Search results
Results from the WOW.Com Content Network
"Tumbling Tumbleweeds" is a Western music song composed by Bob Nolan, a founding member of the Sons of the Pioneers. Nolan wrote the song in the early 1930s while he was working as a caddy and living in Los Angeles .
He was a founding member of the Sons of the Pioneers, and composer of numerous Country music and Western music songs, including the standards "Cool Water" and "Tumbling Tumbleweeds." He is generally regarded as one of the finest Western songwriters of all time. [1] As an actor and singer he appeared in scores of Western films.
Weeds and Water is the fourth studio album by the Western band Riders in the Sky, released in 1983. It is available as a single CD. The album features cowboy music standards like "Cool Water," "Tumbling Tumbleweeds" and "Streets of Laredo," along with several originals. This album was first released in the early 1980s as a direct-mail TV package.

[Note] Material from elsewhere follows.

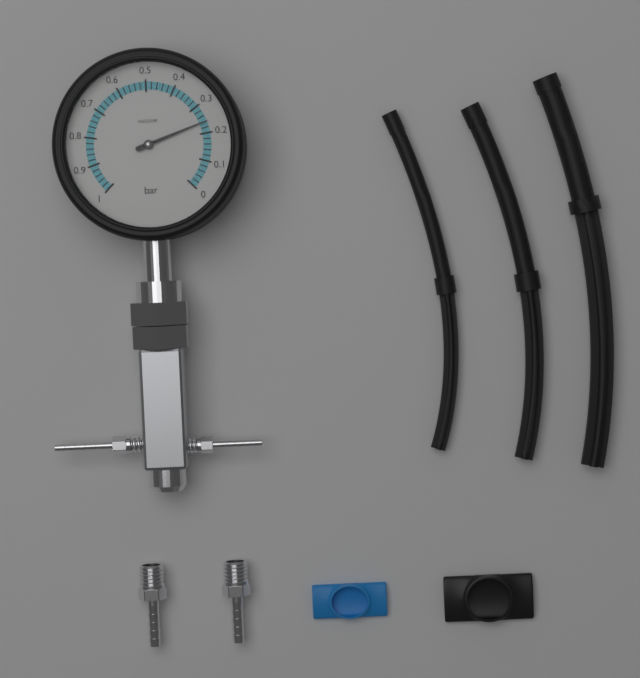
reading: 0.24 bar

They also figure prominently in “Tumbling Tumbleweeds,” a song recorded by Sons of the Pioneers in the 1930s, said Brooks Hefner, professor of English at James Madison University. “That song gives one of the biggest metaphors that the tumbleweed is like the version of a drifter," Hefner said.
Tumbleweed Trails (MCA, 1980) Let's Go West Again (1981) Celebration Vol. 1 (Silver Spur, 1982) Columbia Historic Edition (Columbia, 1982) Twenty of the Best (1985) Tumbling Tumbleweeds (MCA, 1986) Good Old Country Music (RCA Camden, 1986) Cool Water – Edition 1 1945–46 (Bear Family, 1987) Teardrops in My Heart – Edition 2 1946–47 (Bear ...
Cool Water (song) L. ... Tumbling Tumbleweeds This page was last edited on 24 January 2018, at 16:27 (UTC). Text is available under the Creative Commons ...
The gnarled icon of the Old West — ominously featured in movies as gunslingers square off on dusty streets and townsfolk shake behind curtained windows — rolled in over the weekend and kept ...
Plastic bags tumbleweed by, and it feels like multiple someones are watching. Twice, a jaw-grinder with dreadful tats scuttles by murmuring, in a serious rush. Three cars go by, and a bus.